Force the suspect output

If the output coil is true but the actuator is not moving, force the output and see if the actuator responds. If it does: the problem is in the ladder or a field input. If it does not: you have a field wiring or hardware fault.

4

Trace backwards upstream

Walk rung by rung backwards from the false coil. Each false contact is a candidate. Check its field device, its wiring, and its address. Stop when you find the rung with a false input that should logically be true.

5

Apply and verify the fix

Make the minimum change needed to resolve the root cause. Clear any forces. Cycle the machine through a full test. Confirm the original symptom is gone and no new symptoms appear.

5-step systematic PLC troubleshooting method — symptom, ladder read, force, trace, verify
The five-step diagnostic method practised in every fault scenario.

How it works

What a fault scenario looks like

Each scenario opens with a running machine and a symptom description. You use the in-browser ladder monitor and I/O panel to diagnose the fault, apply the fix, and submit. The auto-grader checks your solution and tells you exactly what was wrong.

Open the scenario

A running machine simulation with a fault already injected. The symptom is described in one sentence.

Diagnose with the ladder monitor

Toggle inputs, watch rungs energise or stay dark, force outputs to test field hardware. No Rockwell software needed.

Submit and get graded

The auto-grader checks whether you found the root cause and applied the correct fix. Full explanation on completion.

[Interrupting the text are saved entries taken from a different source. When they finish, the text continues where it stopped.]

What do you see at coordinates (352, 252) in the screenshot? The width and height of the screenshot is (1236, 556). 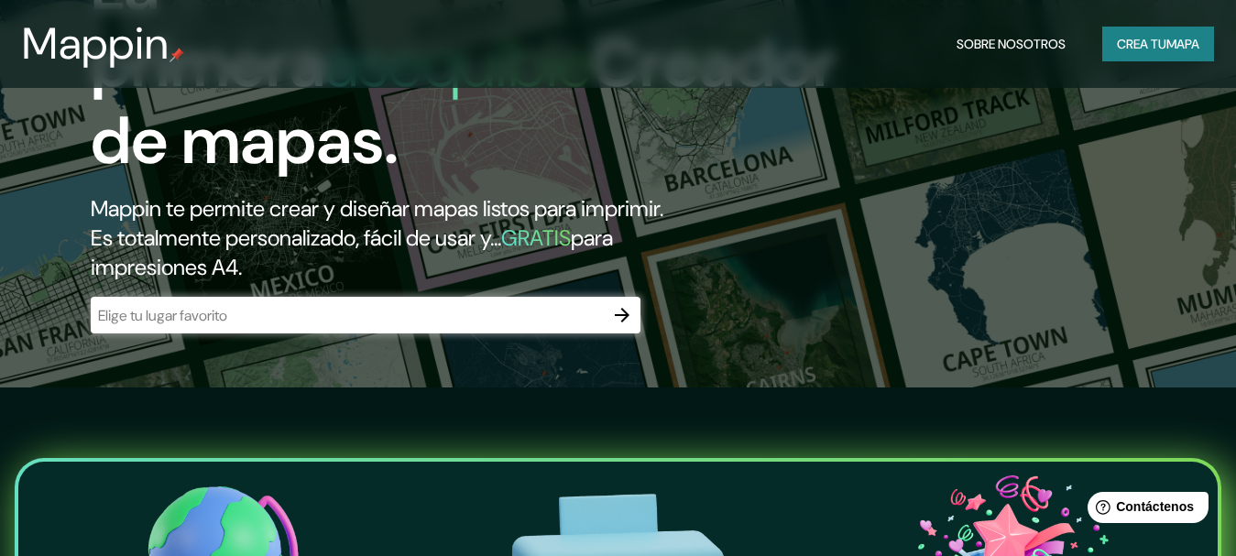 I see `font: para impresiones A4.` at bounding box center [352, 252]. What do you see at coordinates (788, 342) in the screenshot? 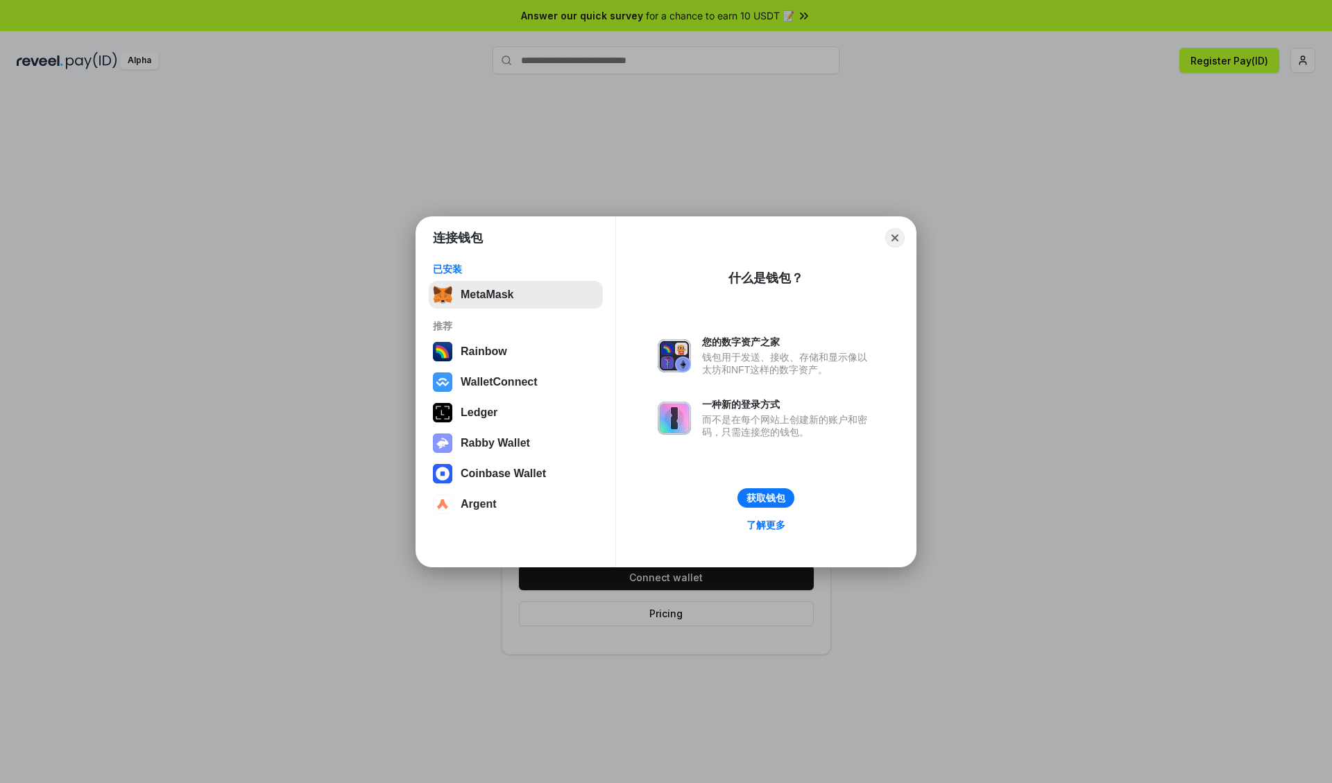
I see `div: 您的数字资产之家` at bounding box center [788, 342].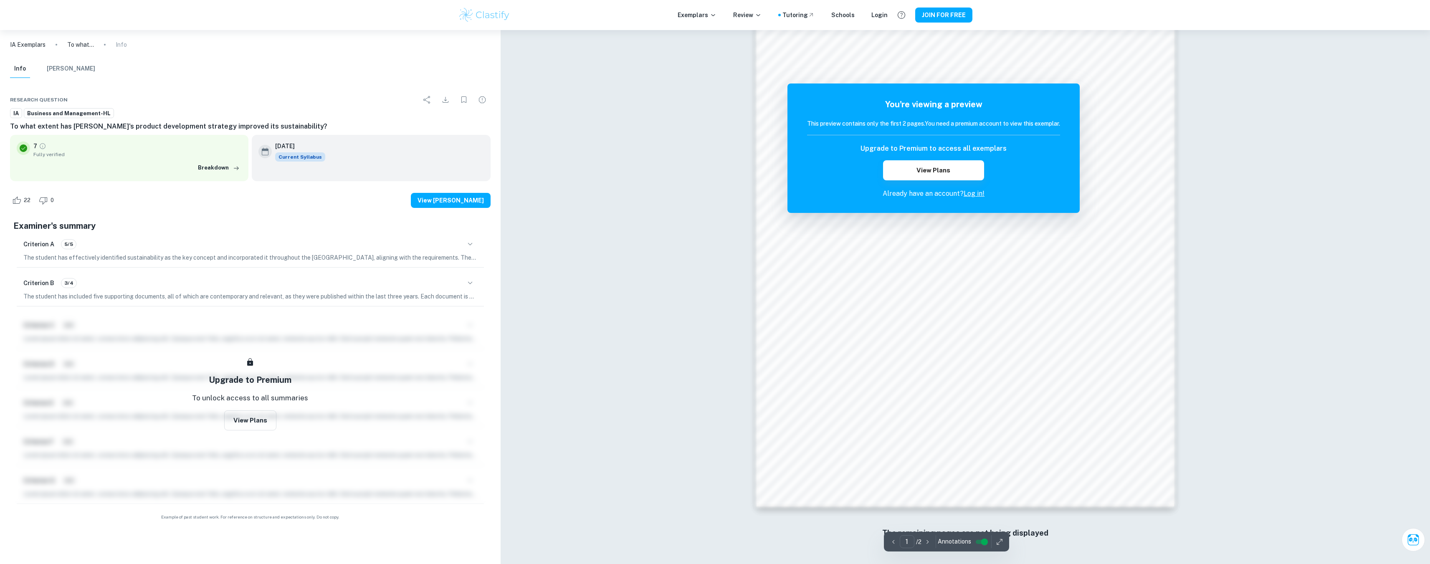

PLC troubleshooting simulator scenario walkthrough — open, diagnose, submit, grade
From symptom description to auto-graded result in three steps.

Who this is for

PLC troubleshooting practice for every stage

Electricians moving into controls

You already understand field wiring and motor control. The browser fault simulator bridges the gap to reading ladder logic and using the five-step method on a PLC system.

Students with no plant access

No factory floor access? No $5,000 hardware kit? Twelve fault scenarios in a browser are better preparation than zero hands-on practice — and you can do them at 2 AM.

Technicians prepping for interviews

Maintenance and controls tech interviews typically include a verbal fault walkthrough ("the conveyor stops randomly — how do you diagnose it?"). Practising 12 faults gives you a clear, confident answer.

Engineers adding troubleshooting to their CV

Design engineers who understand fault diagnosis are rare and valuable. The four fault types here align directly with what maintenance teams deal with on deployed systems you designed.

Keep exploring

Related practice on this site

Questions

PLC troubleshooting simulator FAQ

A PLC troubleshooting simulator is a browser-based or software tool that injects known faults — wiring opens, shorted contacts, logic errors, scan-order problems — into a running PLC ladder program so a learner can diagnose and fix them without touching real hardware. Our free browser version includes 12 fault scenarios across four fault types, with a live grader that confirms when you have found and resolved the fault correctly.

Diagnose your first PLC fault in the next two minutes.

No $500 course. No hardware panel. No install. Free to start.